GAO, a town of French West Africa, the chief town of a circle, in the colony in the French Sudan, on the left bank of the Niger, 400 m. by river below Timbuktu. Pop. , The present town dates from the French occupation in 190o; of the ancient city there are scanty ruins, the chief being a truncated pyramid, the remains of the tomb (16th century) of Mohammed Askia, the Songhoi conqueror, and those of the great mosque. The city of which the French settlement is the successor was founded by the Songhoi, probably in the 7th or 8th century, and became the capital of their empire. In the 14th century Gao was conquered by the king of Melle, and its great mosque was built (c. 1325) by the Melle sovereign Kunkur Musa on his return from a pilgrimage to Mecca.
In the 15th century the Songhoi regained power and Gao at tained its greatest prosperity in the reign of Askia. It did not enjoy the commercial importance of Jenne nor the intellectual supremacy of Timbuktu, but was the political centre of the west ern Sudan for a long period. On the break up of the Songhoi power the city declined in importance. It became subject in 1590 to the Ruma of Timbuktu, from whom it was wrested in 1770 by the Tuareg, the last named surrendering possession to the French. A Frenchman, D'Isalquier (q.v.) spent some years in Gao in the early 15th century. In modern times it was reached by Mungo Park (18o 5) and by Heinrick Barth (1875). It is now the Niger terminus for trans-Saharan motor traffic. From Gao upwards the Niger is navigable for over i,000 miles.
See F. Dubois "La region de Gao" (L'A f rique f rancaises [1909]).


Instructions to follow:
Count how many lines hold "Hospital" in the records, and respond with that number by itself.
---------- Working data ----------
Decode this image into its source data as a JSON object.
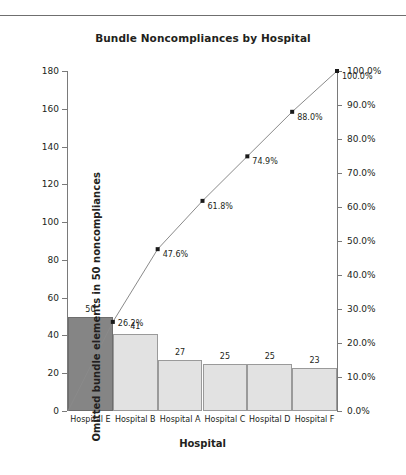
{
  "chart_data": {
    "type": "bar",
    "title": "Bundle Noncompliances by Hospital",
    "xlabel": "Hospital",
    "ylabel": "Omitted bundle elements in 50 noncompliances",
    "categories": [
      "Hospital E",
      "Hospital B",
      "Hospital A",
      "Hospital C",
      "Hospital D",
      "Hospital F"
    ],
    "values": [
      50,
      41,
      27,
      25,
      25,
      23
    ],
    "value_labels": [
      "50",
      "41",
      "27",
      "25",
      "25",
      "23"
    ],
    "cumulative_percent": [
      26.2,
      47.6,
      61.8,
      74.9,
      88.0,
      100.0
    ],
    "cumulative_labels": [
      "26.2%",
      "47.6%",
      "61.8%",
      "74.9%",
      "88.0%",
      "100.0%"
    ],
    "ylim": [
      0,
      180
    ],
    "yticks": [
      0,
      20,
      40,
      60,
      80,
      100,
      120,
      140,
      160,
      180
    ],
    "ytick_labels": [
      "0",
      "20",
      "40",
      "60",
      "80",
      "100",
      "120",
      "140",
      "160",
      "180"
    ],
    "y2lim": [
      0,
      100
    ],
    "y2ticks": [
      0,
      10,
      20,
      30,
      40,
      50,
      60,
      70,
      80,
      90,
      100
    ],
    "y2tick_labels": [
      "0.0%",
      "10.0%",
      "20.0%",
      "30.0%",
      "40.0%",
      "50.0%",
      "60.0%",
      "70.0%",
      "80.0%",
      "90.0%",
      "100.0%"
    ],
    "ylabel_right": "",
    "grid": false,
    "legend": false,
    "bar_color": "#e2e2e2",
    "bar_highlight_color": "#858585",
    "bar_border_color": "#9a9a9a",
    "line_color": "#8a8a8a",
    "marker_color": "#1a1a1a",
    "axis_color": "#7a7a7a",
    "highlight_index": 0
  }
}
----------
Your response:
8